High Flow Nasal Cannula on Exercise Endurance in COPD

NCT03883256 · Status: COMPLETED · Phase: NA · Type: INTERVENTIONAL · Enrollment: 15

Last updated 2021-02-04

No results posted yet for this study

Summary

Ventilation limitation has a significant adverse effects on cardiovascular function and cerebral oxygenation during exercise in patients with COPD. High flow nasal cannula (HFNC) has been shown to improve ventilation by washing out the anatomical dead space and permitting a better gas exchanges. Moreover, it is able to ensure the desired inspired oxygen fraction (FiO2) even at high level of patient's minute ventilation by minimizing the room air entrainment. The effects of HFNC on exercise performance in terms of hemodynamic changes and exercise endurance in COPD patients remain unclear. The primary purpose of this study is to examine the effects of HFNC on the exercise endurance in COPD patients. The investigator's secondary purpose is to investigate whether HFNC could improve efficiency of ventilation, leading to an improvement of hemodynamic and cerebral oxygenation response.

Conditions

Interventions

DEVICE

high flow nasal cannula

High flow nasal cannula is a device that delivered heated and humidified high flow gases to at or near body temperature to avoid drying and possible injury to the nasal mucosa. In this study, subjects perform a constant-load exercise test with high flow nasal cannula.

DEVICE

nasal cannula

Nasal cannula is a device that delivered oxygen to patients.
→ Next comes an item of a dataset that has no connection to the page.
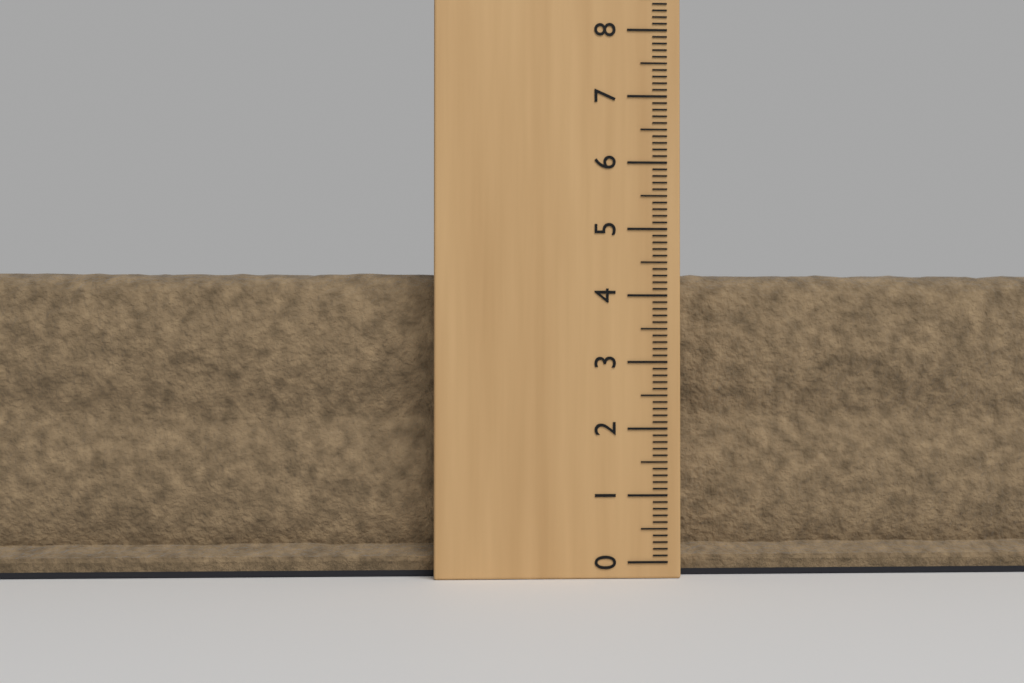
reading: 4.4 (no unit)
In this study, subjects perform a constant-load exercise test with nasal cannula.

Sponsors & Collaborators

  • Chang Gung University

    lead OTHER

Principal Investigators

  • Yen-Huey Chen · Chang Gung University

Study Design

Allocation
RANDOMIZED
Purpose
SUPPORTIVE_CARE
Masking
NONE
Model
CROSSOVER

Eligibility

Min Age
20 Years
Sex
ALL
Healthy Volunteers
No

Timeline & Regulatory

Start
2018-05-25
Primary Completion
2019-11-30
Completion
2019-11-30

Countries

  • Taiwan

Study Locations

More Related Trials

Entities

Diseases

Read the full study record

This page highlights key information. For complete eligibility criteria, study locations, investigator contacts, and the full protocol, visit the original record on ClinicalTrials.gov.